Sam focused on his limp sandwich, and when he rose a few minutes later he was frustrated to see the man had gone. He wiped his mouth, shoved the tray into a rack and made his way back to his car.

He drove out of the car park, easing onto the slip road. He was just looking down the motorway for a gap when a white transit van loomed into his rear view mirror. It was bearing down on him, fast. Sam expected him to brake. But the driver clearly had no intention of slowing. It was going to smash into him. Panicking, Sam released the clutch and pumped the accelerator. His car skidded away. But the van kept coming, and Sam had to speed onto the motorway. But he’d been pushed in front of a huge articulated lorry. It blasted its hooter as it towered over Sam, dwarfing his car as he felt himself disappear under it. Sam floored the accelerator, the car jerking madly to one side. But the lorry driver kept his hooter down, and Sam was barely able to grip the wheel as he tried to get away. Awkwardly, he overtook two cars before slowing, easing onto the hard shoulder and putting his head on the wheel.

It took a very long time for his racing heart to stop. For the dark chill in his veins to settle.

But it wasn’t the near-collision that had started him shaking. When he’d looked in the mirror to catch a glimpse of the van driver, he was sure it was Robert Wardner that was staring back at him.

 

ROBERT WARDNER

I charged out of the chair and with one lunge grabbed Cunningham by the neck and pinned him to the wall.

‘Robert,’ Bonny shouted, getting up.

‘You won’t win behaving like this,’ Cunningham said, smiling as he wriggled about. I could feel the muscles tighten in his neck.

‘You southerners love the sound of your own voices don’t you?’ I said, looking into his eyes. ‘But you just can’t tell when enough’s enough.’

‘Rob,’ Bonny repeated, putting her hand on my shoulder. ‘Put him down.’

‘Better do what your babysitter says,’ Cunningham whispered.

After a few more seconds of letting him squirm I released him from my grip, watching him pretend not to be shaken as he waddled back to his chair.

His solicitor went over to check on him. ‘Are you alright?’

Cunningham nodded.

‘So we can add attempted assaulted to the crib sheet then,’ he said.

‘What do expect?’ Bonny snapped. ‘You’re threatening to steal music off four working class men from Manchester, who’ve been busting a gut trying to make a record for you. You expect things not to get nasty?’

‘I expect them to understand that what I say goes.’

‘I know you don’t care what people think of you, Andrew. I can tell that from your waistcoat. But don’t you think you could offer a little leeway? You’ve driven them to this point.’

We’d been deadlocked with the label for months. The clever dicks had decided that today’s negotiations should ideally take place in an airless boardroom, until everyone was so knackered they could barely breathe. All I could hear was overhead fans, distant lifts.

All eyes were on me as I moved back to my seat at the end of the table.
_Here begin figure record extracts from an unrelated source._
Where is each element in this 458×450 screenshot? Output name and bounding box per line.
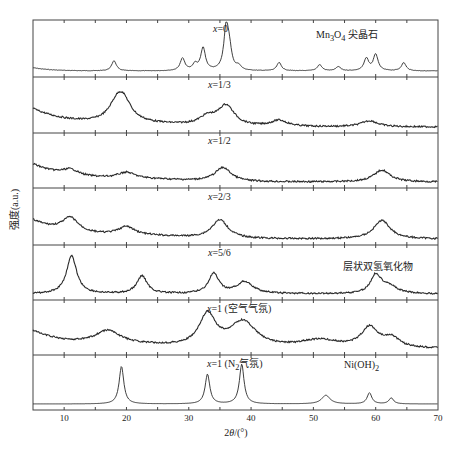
xrd-chart xyxy=(0,0,458,450)
x-tick-label: 60 xyxy=(371,414,380,423)
xrd-trace xyxy=(33,310,438,348)
xrd-trace xyxy=(33,164,438,183)
panel-label: x=1 (空气气氛) xyxy=(207,304,271,314)
x-tick-label: 40 xyxy=(247,414,256,423)
x-tick-label: 70 xyxy=(434,414,443,423)
phase-annotation: 层状双氢氧化物 xyxy=(343,262,413,272)
xrd-trace xyxy=(33,216,438,239)
x-tick-label: 20 xyxy=(122,414,131,423)
x-axis-label: 2θ/(°) xyxy=(224,427,247,438)
panel-label: x=5/6 xyxy=(208,248,231,258)
x-tick-label: 50 xyxy=(309,414,318,423)
panel-label: x=1 (N2气氛) xyxy=(207,359,263,372)
plot-frame xyxy=(33,20,438,410)
xrd-trace xyxy=(33,92,438,128)
x-tick-label: 10 xyxy=(60,414,69,423)
x-tick-label: 30 xyxy=(184,414,193,423)
y-axis-label: 强度(a.u.) xyxy=(6,189,21,230)
panel-label: x=2/3 xyxy=(208,192,231,202)
panel-label: x=0 xyxy=(213,24,228,34)
panel-label: x=1/3 xyxy=(208,80,231,90)
phase-annotation: Mn3O4 尖晶石 xyxy=(316,30,378,43)
phase-annotation: Ni(OH)2 xyxy=(344,360,379,373)
panel-label: x=1/2 xyxy=(208,136,231,146)
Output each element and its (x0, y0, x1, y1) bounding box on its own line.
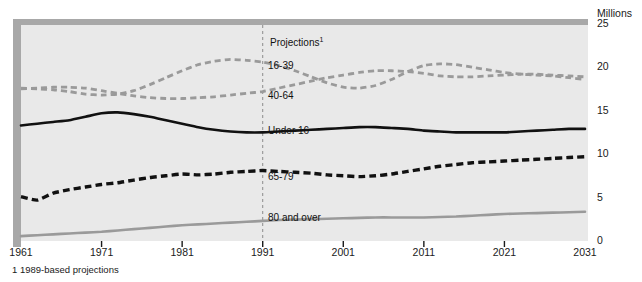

Simon was next to me, head in his hands. Next to us was our
lawyer, who seemed to have done nothing but tot up numbers and what have you. Probably calculating what we owed him, again and again. Reckon he was just running down the clock.

At the other end of the table was Andrew Cunningham, head of the label. A bloated man with a thatch of grey hair, his belly spewing over his large-buckled belt. Bonny once described him as ‘Perfect for the eighties, because if he was only more concerned with himself he’d grow a shell.’ I’d soon learnt that the chief weapon in his armoury was pretending we weren’t getting to him. It drove me to new heights of anger. His solicitor sat on his left, looking portly and smug as a grocer surveying a fresh table of produce.